How To Prepare For Your Mountain Leader Assessment #2: What I Look For In An Assessment Candidate
/WRITTEN by CHRIS & ANNE ENSOLL
Passing your Mountain Leader assessment is all about showing that you can take care of yourself and your group in the mountains, whatever the terrain or the weather. In order to be able to do this, you have to be able to multi-task: to confidently take care of yourself and be able to navigate effectively whilst keeping your group safe. Here’s an inside peak into what we look for in each assessment candidate.
Effective Navigation
One of the most common areas that people are deferred on is the inability to navigate effectively whilst managing the group on difficult ground. If you can only navigate by being totally focused on the map, then you won’t be taking care of your group. The Mountain Leader syllabus says this:
“Navigation is a fundamental skill in mountain walking and leaders must be confident of their route no matter how limited the visibility. It is important that you are able to navigate efficiently, accurately and confidently whilst still being able to look after a group, avoid hazards and make the journey interesting.”

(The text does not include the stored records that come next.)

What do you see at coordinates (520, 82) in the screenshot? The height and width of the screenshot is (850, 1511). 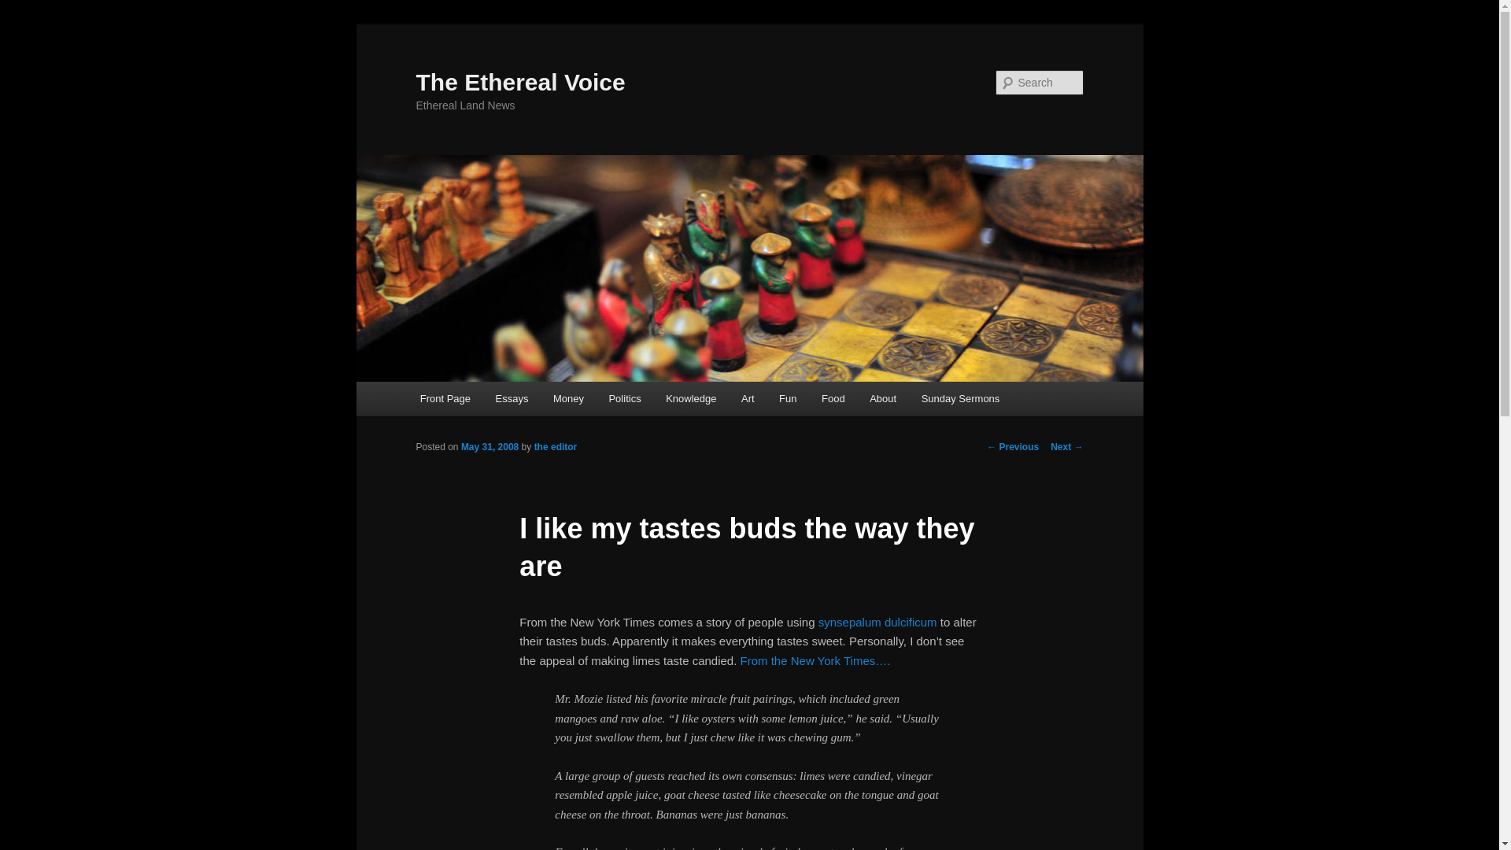 I see `The Ethereal Voice` at bounding box center [520, 82].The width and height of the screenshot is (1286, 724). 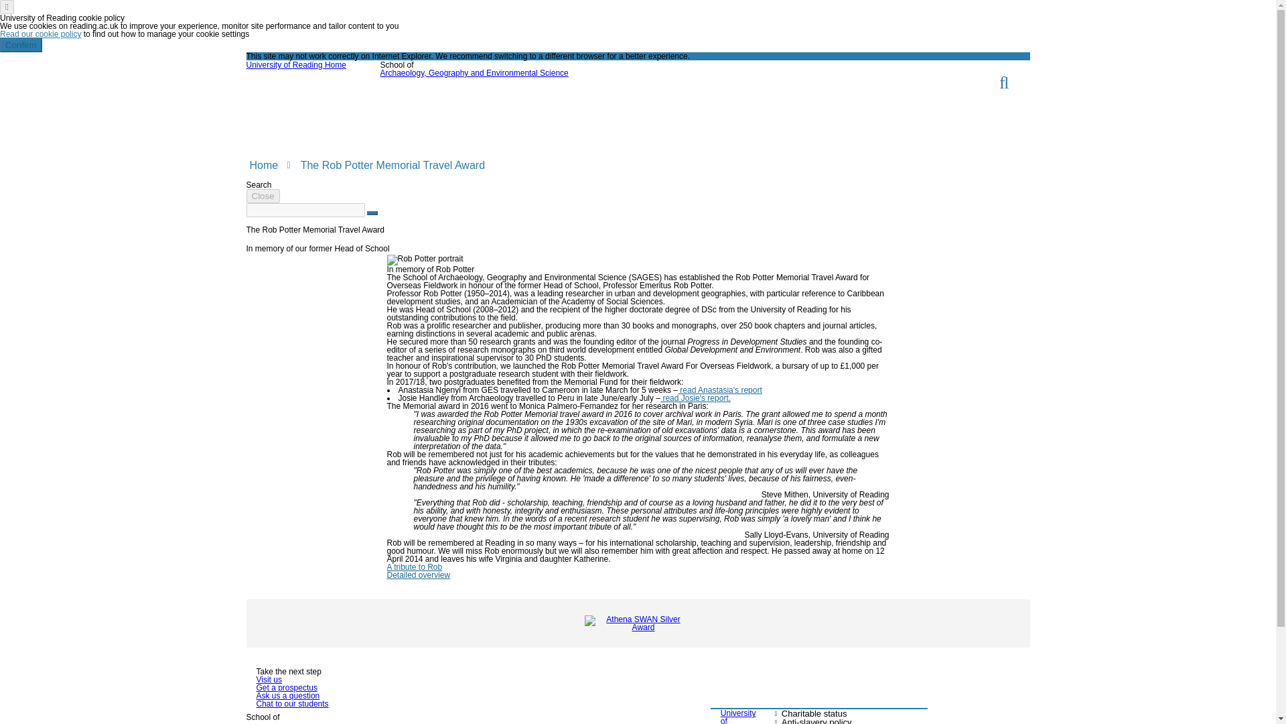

That means map-to-ground and ground-to-map interpretation, relocation if needed, picking the best route, following bearings, using timing and pacing as appropriate – all whilst looking after your group and giving them a great experience. The only way to be good at this is to practice, practice, practice. You might be an excellent navigator if you’re on your own with no distractions and no-one to think about but yourself, but you need to make the time to go out and practice being the leader.
Group Management
Empathy: the ability to share someone else's feelings or experiences by imagining what it would be like to be in that person's situation.
Cambridge Dictionary
You might be an excellent navigator, have all the best kit and know how to use it, know all about the flora, fauna and geography of the area, but if you can’t empathise with your group members, you won’t be a strong Mountain Leader. You need to be able to remember what it was like to be inexperienced, unfit, and unsure. And you need to be able to foresee the needs of the group and meet them before they create a problem, eg taking a lunch stop before everyone is really hungry, or making everyone put their jackets on when you stop to prevent them from becoming cold. A really useful question to ask yourself is this: do I have solid effective strategies to manage my group on serious ground and/or in limited visibility?
Personal Management
You are no good to your group if you are tired, cold and injured. Most people are very good at taking the right kit and using it to keep warm, dry and well-fed, but there is another aspect to personal management: moving confidently on difficult ground. If you are uncomfortable or concerned, it will be hard for you to be looking after your group. Effective movement will also mean that you will be less tired as the day goes on, and that you will be much less likely to take a tumble and get hurt.
These three areas of competence overlap, and the sweet spot in the middle is a strong Mountain Leader. If one area is weak, the other two will be affected.
These three areas of competence can be related to the Mountain Leader syllabus as follows:
If your logbook is thin, and you’ve just about reached the minimum requirements, you will find the assessment more difficult than someone who has loads of experience and has lots more than the minimum needed. Think of it like this:
More quality logbook days = better personal management + better group management + better navigation.